→ WORK ORDER
Output every record below exactly as it appears.
MATERIAL PROVIDED START
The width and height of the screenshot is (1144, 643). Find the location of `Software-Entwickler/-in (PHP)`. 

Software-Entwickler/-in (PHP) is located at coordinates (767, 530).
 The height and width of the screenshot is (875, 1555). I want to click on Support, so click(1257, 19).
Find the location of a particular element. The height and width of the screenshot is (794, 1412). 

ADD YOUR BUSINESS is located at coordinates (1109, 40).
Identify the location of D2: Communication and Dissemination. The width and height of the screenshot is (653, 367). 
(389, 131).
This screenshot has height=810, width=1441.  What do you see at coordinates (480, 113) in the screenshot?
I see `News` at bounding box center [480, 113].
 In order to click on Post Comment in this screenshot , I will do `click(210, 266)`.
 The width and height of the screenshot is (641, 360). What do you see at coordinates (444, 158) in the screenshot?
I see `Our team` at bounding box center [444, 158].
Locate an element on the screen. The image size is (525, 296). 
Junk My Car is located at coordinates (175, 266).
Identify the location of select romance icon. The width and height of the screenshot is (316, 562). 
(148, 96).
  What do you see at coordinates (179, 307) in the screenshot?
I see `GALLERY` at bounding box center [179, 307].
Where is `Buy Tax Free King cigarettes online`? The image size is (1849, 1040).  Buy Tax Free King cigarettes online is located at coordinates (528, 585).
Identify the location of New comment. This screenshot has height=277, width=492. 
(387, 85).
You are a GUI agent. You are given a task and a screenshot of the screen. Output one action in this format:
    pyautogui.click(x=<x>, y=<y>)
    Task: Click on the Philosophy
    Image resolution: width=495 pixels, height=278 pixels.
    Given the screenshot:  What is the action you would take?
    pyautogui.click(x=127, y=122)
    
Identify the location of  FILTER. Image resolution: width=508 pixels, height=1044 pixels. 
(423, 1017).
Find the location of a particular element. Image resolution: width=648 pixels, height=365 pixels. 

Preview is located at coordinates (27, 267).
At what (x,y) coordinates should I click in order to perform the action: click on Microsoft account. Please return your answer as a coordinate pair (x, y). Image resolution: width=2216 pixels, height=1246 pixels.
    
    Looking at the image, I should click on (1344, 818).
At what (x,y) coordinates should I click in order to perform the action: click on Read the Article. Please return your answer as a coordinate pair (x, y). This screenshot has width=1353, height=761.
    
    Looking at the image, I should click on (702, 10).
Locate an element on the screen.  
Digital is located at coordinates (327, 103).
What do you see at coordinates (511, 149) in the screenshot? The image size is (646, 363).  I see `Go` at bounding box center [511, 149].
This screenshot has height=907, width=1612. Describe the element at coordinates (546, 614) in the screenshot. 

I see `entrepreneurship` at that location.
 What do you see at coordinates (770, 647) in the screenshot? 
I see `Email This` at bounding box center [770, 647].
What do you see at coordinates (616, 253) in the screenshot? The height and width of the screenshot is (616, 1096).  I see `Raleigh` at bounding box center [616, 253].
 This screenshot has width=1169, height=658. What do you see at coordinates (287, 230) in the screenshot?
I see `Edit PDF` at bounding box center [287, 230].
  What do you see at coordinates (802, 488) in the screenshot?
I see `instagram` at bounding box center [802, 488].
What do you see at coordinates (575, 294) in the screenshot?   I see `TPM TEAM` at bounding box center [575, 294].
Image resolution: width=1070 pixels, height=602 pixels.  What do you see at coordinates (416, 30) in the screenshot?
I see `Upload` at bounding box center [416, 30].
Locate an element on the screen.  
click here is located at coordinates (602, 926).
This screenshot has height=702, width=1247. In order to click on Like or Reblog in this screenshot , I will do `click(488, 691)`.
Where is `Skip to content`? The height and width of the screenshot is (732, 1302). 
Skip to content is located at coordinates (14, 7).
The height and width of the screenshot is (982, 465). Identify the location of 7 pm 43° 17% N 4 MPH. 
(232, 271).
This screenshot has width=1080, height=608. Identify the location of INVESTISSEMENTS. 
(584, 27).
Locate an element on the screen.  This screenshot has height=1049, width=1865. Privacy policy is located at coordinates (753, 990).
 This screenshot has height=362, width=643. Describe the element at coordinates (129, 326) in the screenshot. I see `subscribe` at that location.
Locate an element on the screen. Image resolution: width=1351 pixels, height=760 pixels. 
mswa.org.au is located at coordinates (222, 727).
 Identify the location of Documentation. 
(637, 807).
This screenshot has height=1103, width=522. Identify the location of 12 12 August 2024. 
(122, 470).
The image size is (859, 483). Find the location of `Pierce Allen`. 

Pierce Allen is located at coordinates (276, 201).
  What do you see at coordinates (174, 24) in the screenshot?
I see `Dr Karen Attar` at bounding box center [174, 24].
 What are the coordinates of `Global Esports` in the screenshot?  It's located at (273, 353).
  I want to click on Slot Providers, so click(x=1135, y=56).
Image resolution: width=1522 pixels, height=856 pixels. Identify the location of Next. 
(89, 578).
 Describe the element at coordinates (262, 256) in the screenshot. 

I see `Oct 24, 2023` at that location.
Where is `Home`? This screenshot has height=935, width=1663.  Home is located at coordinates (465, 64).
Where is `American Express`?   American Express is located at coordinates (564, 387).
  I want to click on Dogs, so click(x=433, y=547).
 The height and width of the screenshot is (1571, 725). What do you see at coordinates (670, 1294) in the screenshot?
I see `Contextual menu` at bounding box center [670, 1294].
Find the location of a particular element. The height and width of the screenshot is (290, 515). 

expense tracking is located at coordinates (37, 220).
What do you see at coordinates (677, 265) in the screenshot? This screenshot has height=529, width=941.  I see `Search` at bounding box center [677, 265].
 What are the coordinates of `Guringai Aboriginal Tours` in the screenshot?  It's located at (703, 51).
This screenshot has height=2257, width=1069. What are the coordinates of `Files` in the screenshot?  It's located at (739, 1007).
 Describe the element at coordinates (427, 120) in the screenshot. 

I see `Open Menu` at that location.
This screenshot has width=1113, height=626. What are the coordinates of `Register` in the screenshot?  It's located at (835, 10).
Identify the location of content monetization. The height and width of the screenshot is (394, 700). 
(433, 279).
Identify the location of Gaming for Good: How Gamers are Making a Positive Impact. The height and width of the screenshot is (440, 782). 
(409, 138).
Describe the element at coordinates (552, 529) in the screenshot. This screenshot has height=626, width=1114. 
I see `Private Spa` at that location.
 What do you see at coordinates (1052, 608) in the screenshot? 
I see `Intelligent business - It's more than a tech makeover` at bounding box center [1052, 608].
MATERIAL PROVIDED END
→ RESULT OF THIS TASK
The width and height of the screenshot is (1144, 643). Find the location of `Software-Entwickler/-in (PHP)`. 

Software-Entwickler/-in (PHP) is located at coordinates (767, 530).
 The height and width of the screenshot is (875, 1555). I want to click on Support, so click(1257, 19).
Find the location of a particular element. The height and width of the screenshot is (794, 1412). 

ADD YOUR BUSINESS is located at coordinates (1109, 40).
Identify the location of D2: Communication and Dissemination. The width and height of the screenshot is (653, 367). 
(389, 131).
This screenshot has height=810, width=1441.  What do you see at coordinates (480, 113) in the screenshot?
I see `News` at bounding box center [480, 113].
 In order to click on Post Comment in this screenshot , I will do `click(210, 266)`.
 The width and height of the screenshot is (641, 360). What do you see at coordinates (444, 158) in the screenshot?
I see `Our team` at bounding box center [444, 158].
Locate an element on the screen. The image size is (525, 296). 
Junk My Car is located at coordinates (175, 266).
Identify the location of select romance icon. The width and height of the screenshot is (316, 562). 
(148, 96).
  What do you see at coordinates (179, 307) in the screenshot?
I see `GALLERY` at bounding box center [179, 307].
Where is `Buy Tax Free King cigarettes online`? The image size is (1849, 1040).  Buy Tax Free King cigarettes online is located at coordinates (528, 585).
Identify the location of New comment. This screenshot has height=277, width=492. 
(387, 85).
You are a GUI agent. You are given a task and a screenshot of the screen. Output one action in this format:
    pyautogui.click(x=<x>, y=<y>)
    Task: Click on the Philosophy
    Image resolution: width=495 pixels, height=278 pixels.
    Given the screenshot:  What is the action you would take?
    pyautogui.click(x=127, y=122)
    
Identify the location of  FILTER. Image resolution: width=508 pixels, height=1044 pixels. 
(423, 1017).
Find the location of a particular element. Image resolution: width=648 pixels, height=365 pixels. 

Preview is located at coordinates (27, 267).
At what (x,y) coordinates should I click in order to perform the action: click on Microsoft account. Please return your answer as a coordinate pair (x, y). Image resolution: width=2216 pixels, height=1246 pixels.
    
    Looking at the image, I should click on (1344, 818).
At what (x,y) coordinates should I click in order to perform the action: click on Read the Article. Please return your answer as a coordinate pair (x, y). This screenshot has width=1353, height=761.
    
    Looking at the image, I should click on (702, 10).
Locate an element on the screen.  
Digital is located at coordinates (327, 103).
What do you see at coordinates (511, 149) in the screenshot? The image size is (646, 363).  I see `Go` at bounding box center [511, 149].
This screenshot has height=907, width=1612. Describe the element at coordinates (546, 614) in the screenshot. 

I see `entrepreneurship` at that location.
 What do you see at coordinates (770, 647) in the screenshot? 
I see `Email This` at bounding box center [770, 647].
What do you see at coordinates (616, 253) in the screenshot? The height and width of the screenshot is (616, 1096).  I see `Raleigh` at bounding box center [616, 253].
 This screenshot has width=1169, height=658. What do you see at coordinates (287, 230) in the screenshot?
I see `Edit PDF` at bounding box center [287, 230].
  What do you see at coordinates (802, 488) in the screenshot?
I see `instagram` at bounding box center [802, 488].
What do you see at coordinates (575, 294) in the screenshot?   I see `TPM TEAM` at bounding box center [575, 294].
Image resolution: width=1070 pixels, height=602 pixels.  What do you see at coordinates (416, 30) in the screenshot?
I see `Upload` at bounding box center [416, 30].
Locate an element on the screen.  
click here is located at coordinates (602, 926).
This screenshot has height=702, width=1247. In order to click on Like or Reblog in this screenshot , I will do `click(488, 691)`.
Where is `Skip to content`? The height and width of the screenshot is (732, 1302). 
Skip to content is located at coordinates (14, 7).
The height and width of the screenshot is (982, 465). Identify the location of 7 pm 43° 17% N 4 MPH. 
(232, 271).
This screenshot has width=1080, height=608. Identify the location of INVESTISSEMENTS. 
(584, 27).
Locate an element on the screen.  This screenshot has height=1049, width=1865. Privacy policy is located at coordinates (753, 990).
 This screenshot has height=362, width=643. Describe the element at coordinates (129, 326) in the screenshot. I see `subscribe` at that location.
Locate an element on the screen. Image resolution: width=1351 pixels, height=760 pixels. 
mswa.org.au is located at coordinates (222, 727).
 Identify the location of Documentation. 
(637, 807).
This screenshot has height=1103, width=522. Identify the location of 12 12 August 2024. 
(122, 470).
The image size is (859, 483). Find the location of `Pierce Allen`. 

Pierce Allen is located at coordinates (276, 201).
  What do you see at coordinates (174, 24) in the screenshot?
I see `Dr Karen Attar` at bounding box center [174, 24].
 What are the coordinates of `Global Esports` in the screenshot?  It's located at (273, 353).
  I want to click on Slot Providers, so click(x=1135, y=56).
Image resolution: width=1522 pixels, height=856 pixels. Identify the location of Next. 
(89, 578).
 Describe the element at coordinates (262, 256) in the screenshot. 

I see `Oct 24, 2023` at that location.
Where is `Home`? This screenshot has height=935, width=1663.  Home is located at coordinates (465, 64).
Where is `American Express`?   American Express is located at coordinates (564, 387).
  I want to click on Dogs, so click(x=433, y=547).
 The height and width of the screenshot is (1571, 725). What do you see at coordinates (670, 1294) in the screenshot?
I see `Contextual menu` at bounding box center [670, 1294].
Find the location of a particular element. The height and width of the screenshot is (290, 515). 

expense tracking is located at coordinates (37, 220).
What do you see at coordinates (677, 265) in the screenshot? This screenshot has height=529, width=941.  I see `Search` at bounding box center [677, 265].
 What are the coordinates of `Guringai Aboriginal Tours` in the screenshot?  It's located at (703, 51).
This screenshot has height=2257, width=1069. What are the coordinates of `Files` in the screenshot?  It's located at (739, 1007).
 Describe the element at coordinates (427, 120) in the screenshot. 

I see `Open Menu` at that location.
This screenshot has width=1113, height=626. What are the coordinates of `Register` in the screenshot?  It's located at (835, 10).
Identify the location of content monetization. The height and width of the screenshot is (394, 700). 
(433, 279).
Identify the location of Gaming for Good: How Gamers are Making a Positive Impact. The height and width of the screenshot is (440, 782). 
(409, 138).
Describe the element at coordinates (552, 529) in the screenshot. This screenshot has height=626, width=1114. 
I see `Private Spa` at that location.
 What do you see at coordinates (1052, 608) in the screenshot? 
I see `Intelligent business - It's more than a tech makeover` at bounding box center [1052, 608].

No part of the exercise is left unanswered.